Monday, November 9, 2020

The Supreme Court Will Not Wreck Obamacare

This is an update of an article originally posted in September.

With the Supreme Court due to hear arguments this week on a case brought by a number of Republican state attorneys general that could throw out the entire health care law, and with conservatives now having a 6-3 majority on the Supreme Court, there is great concern among ACA/Obamacare supporters that this could well mean the end of the health care law.

The Obamacare case currently before the court deals with the 2017 repeal of the law's tax penalty enforcing the individual mandate for people to buy health insurance coverage. In 2012, Chief Justice John Roberts cast the deciding vote in the 5-4 decision upholding Obamacare generally, and the individual mandate specifically, as valid under the Congress' taxing power. After the mandate's tax penalty was repealed in 2017, a number of Republican state attorneys general sued, arguing that since the mandate was no longer tied to a specific tax penalty, it had lost its legal underpinning. They also argued that because the individual mandate was key to a number of the law's provisions that made it a workable system of insurance, the entire law should fall, including preexisting conditions protections.  

This whole legal process is now being driven by one decision by one Texas federal judge that bought the plaintiff's painfully tenuous arguments in deciding that the entire law is unconstitutional.

While it is certainly possible the Supreme Court could toss all of the Affordable Care Act/Obamacare before the end of this term, I see that as highly unlikely for the following reasons:

  • I don't know of any conservative legal scholars that led prior Supreme Court challenges to Obamacare who see the current challenge as credible on the merits. For example, the architect of the last challenge, Jonathan Adler of Case Western University, said in a friend of the court brief the current challenge is, "unmoored from law or contemporary doctrine."
  • Those now arguing that the Court is almost automatically capable of wrecking the law appear to believe Republican appointed justices are purely partisan political animals marching to the Trump political line. That reflects a lack of understanding about the justices and their dedication to the rule of law. According to the Supreme Court Database, from 2000 to 2018, 36% of all decisions were unanimous. Their 7-to-2 or 8-to-1 decisions made up 15 percent of decisions. The 5-to-4 decisions, by comparison, occurred in only 19 percent of cases. And, in the 2019-2020 term, with Gorsuch and Kavanaugh aboard, only 21% of the decisions were 5-3 or 5-4.
  • The concerns over the Court wrecking the whole law lie with the dubious notion that if the individual mandate's tax penalty is gone so should the broader parts of the law such as the Medicaid expansion and the individual insurance subsidies. The Medicaid expansion, for example, has absolutely nothing to do with the individual mandate that was originally placed in the law as a means to support insurance companies' ability to underwrite individual health insurance policies.
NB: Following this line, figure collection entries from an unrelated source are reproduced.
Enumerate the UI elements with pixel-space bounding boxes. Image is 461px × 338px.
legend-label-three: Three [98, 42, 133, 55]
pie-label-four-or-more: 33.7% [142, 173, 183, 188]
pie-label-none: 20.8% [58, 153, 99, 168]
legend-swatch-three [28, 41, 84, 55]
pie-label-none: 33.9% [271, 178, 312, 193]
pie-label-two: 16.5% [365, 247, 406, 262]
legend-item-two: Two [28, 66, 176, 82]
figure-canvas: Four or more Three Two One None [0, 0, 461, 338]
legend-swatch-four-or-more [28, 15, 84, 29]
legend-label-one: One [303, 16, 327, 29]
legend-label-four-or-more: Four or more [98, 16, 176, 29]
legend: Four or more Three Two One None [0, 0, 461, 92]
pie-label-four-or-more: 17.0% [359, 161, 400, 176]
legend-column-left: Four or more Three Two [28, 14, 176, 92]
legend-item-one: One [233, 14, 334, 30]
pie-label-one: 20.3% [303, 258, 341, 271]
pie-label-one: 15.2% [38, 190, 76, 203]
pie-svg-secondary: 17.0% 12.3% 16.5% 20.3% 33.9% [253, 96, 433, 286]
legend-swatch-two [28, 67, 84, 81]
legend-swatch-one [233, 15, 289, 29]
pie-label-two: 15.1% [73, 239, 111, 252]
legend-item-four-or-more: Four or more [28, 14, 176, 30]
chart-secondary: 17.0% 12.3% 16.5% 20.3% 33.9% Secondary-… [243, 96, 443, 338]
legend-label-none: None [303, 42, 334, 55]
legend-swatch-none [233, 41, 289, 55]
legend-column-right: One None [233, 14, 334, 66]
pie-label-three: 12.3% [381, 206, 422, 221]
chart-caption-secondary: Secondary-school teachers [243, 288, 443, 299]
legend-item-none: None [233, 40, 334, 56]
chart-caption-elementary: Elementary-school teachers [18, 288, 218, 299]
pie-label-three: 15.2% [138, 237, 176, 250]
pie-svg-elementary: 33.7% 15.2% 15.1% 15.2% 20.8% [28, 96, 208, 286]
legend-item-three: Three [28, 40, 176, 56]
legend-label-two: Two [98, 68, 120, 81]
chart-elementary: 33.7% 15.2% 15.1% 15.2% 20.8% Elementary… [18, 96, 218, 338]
And, the individual health insurance market itself has been chugging along in no worse condition since the tax penalty, and effectively the mandate, was repealed back in 2017 as part of the Republican tax bill.
  • If the justices decided that the whole law had to go, they would force upwards of 20 million people onto the rolls of the uninsured overnight on the dubious premise that the excising of the individual mandate's tax penalty undercuts the individual health insurance coverage expansion when the past three years of actual experience shows that no such thing has happened.

During the recent election campaign many Democrats wanted to paint that picture if for no other reason that it fit an effective election season argument, that Republicans wanted to take away your preexisting condition protections, your insurance subsidies, and your Medicaid expansion.

And, since Republicans have brought this suit and the Trump White House has supported it, their actions legitimately lay Republicans wide open to that claim. And, that begs the question of why Republicans would do such a stupid thing in the first place?

Ironically, Republicans are now moving to blow up the law in court after abysmally failing to repeal and replace Obamacare in 2017 (in part leading to their 2018 election defeats) and then just as abysmally failing to come up with a new replacement proposal since then.

Luckily, the Supreme Court is staffed by adults who will save Obamacare, and the Republicans from themselves.

We should expect a Supreme Court ruling on this case late in the spring of 2021.

Update:

After hearing the Court's oral arguments this morning (November 10th), I can double down on my prediction the Court will not wreck Obamacare. 

If the conservative justices don't buy the plaintiff arguments, their attempts to destroy Obamacare will fail. Listening to the arguments, most of the conservatives were clear that whatever the Court does with what remains of the individual mandate the rest of the law should stand. 

The best comment came from one of the most conservative justices, Samuel Alito:

“In the first case [NFIB vs Sebelius, 2012], there was a strong reason to believe the individual mandate was … essential to keep the plane flying. Now the part has been taken out and the plane has not crashed,” Alito said. “How would we explain why the individual mandate in its present form is essential to the operation of the act?” 

Game, set, match. The Supreme Court will not wreck Obamacare!